Reputation: 681
I want to transform all 404 urls into search strings. This is easily done by adding this to 404.php:
$search_term = substr($_SERVER['REQUEST_URI'],1);
$search_404 = str_replace('/','+',$search_term);
$search_404 = str_replace('-','+',$search_404);
$location = "http://example.com/?s=" . $search_404;
session_start();
$_SESSION['search_404'] = true;
header("location: $location");
There should also be some sanitization, but that's not the point right now.
What I want further is to do without the "?s=", so the url stays unchanged but have the search still work. Is this possible/how?

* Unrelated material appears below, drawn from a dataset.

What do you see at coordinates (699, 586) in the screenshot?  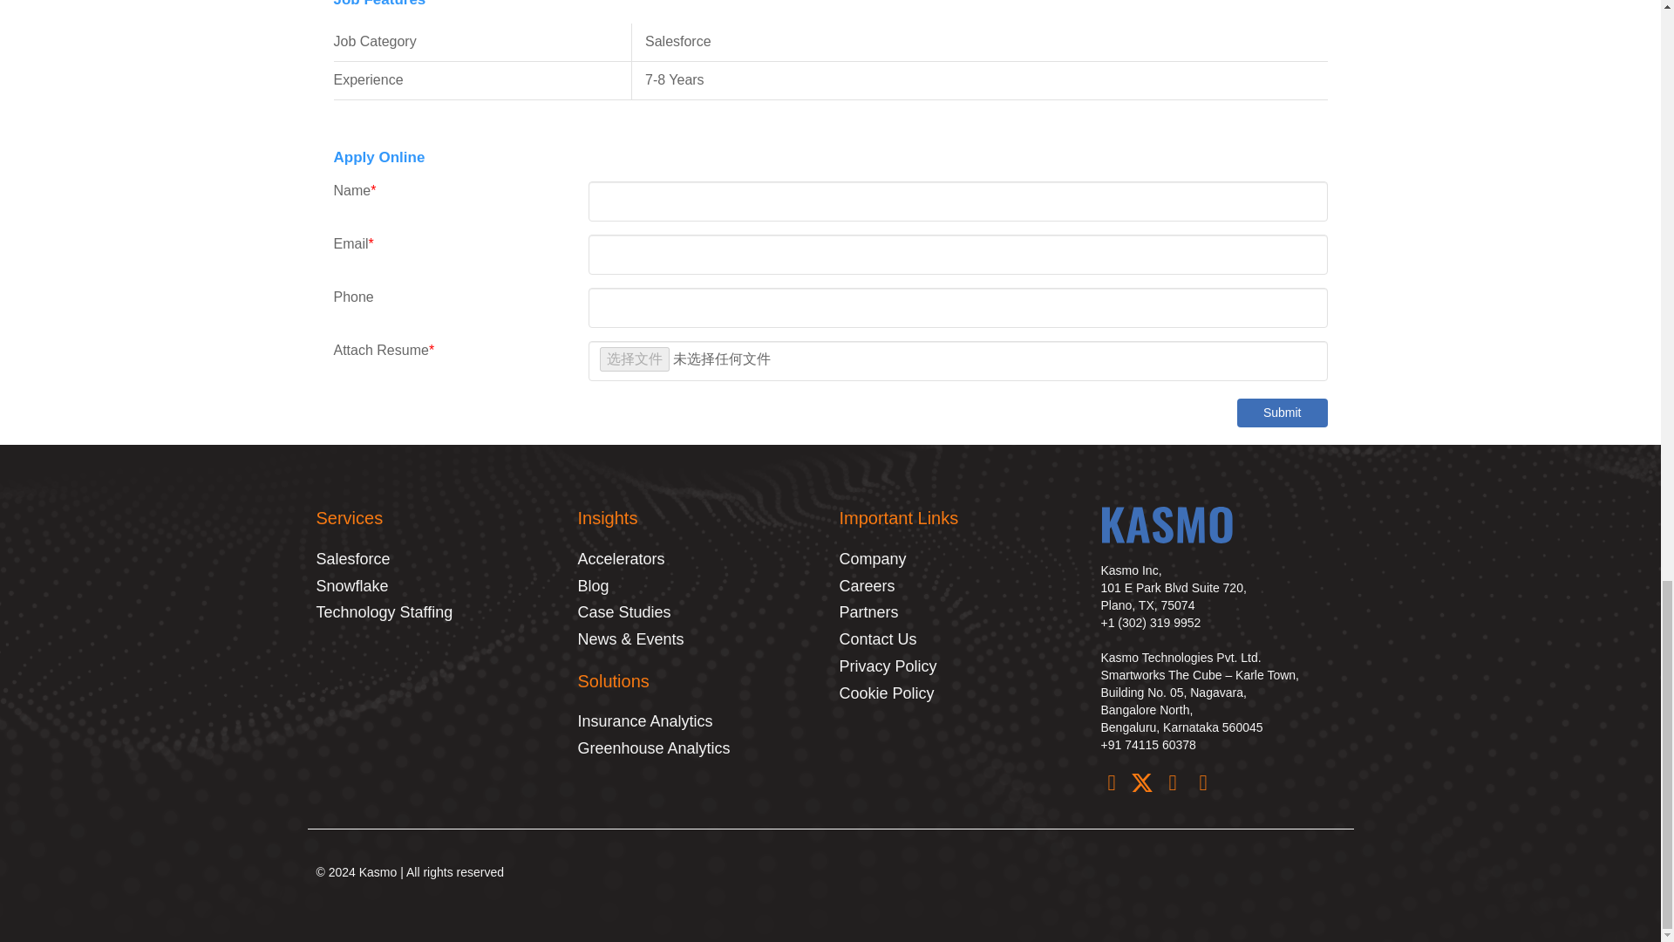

(I don't worry too much about SEO, as the pages are noindexed anyway, but I do worry about potential conflicts with existing pages or security holes)
Update: Apparently, this should be simple if wp itself would use search as last resort when everything else fails, i.e. if there's no post, page, category, tag etc. with a given url, start the search query... is there a way to alter the template hierarchy so as to put search last?
Upvotes: 1
Views: 90
Reputation: 681
OK, it looks like one way around this is to ignore the search template and use the very 404 template instead - like this:
$search_term = substr($_SERVER['REQUEST_URI'],1);
$search_404 = str_replace('/','+',$search_term);
$search_404 = str_replace('-','+',$search_404);
$args=array('s' => $search_404, );
query_posts($args);
if(have_posts()) { while (have_posts()) : the_post();
// WHATEVER
endwhile; wp_reset_query(); }
The thing does the job now.
Am still curious if there may be any conflicts or security holes and if the page still returns a 404 or not.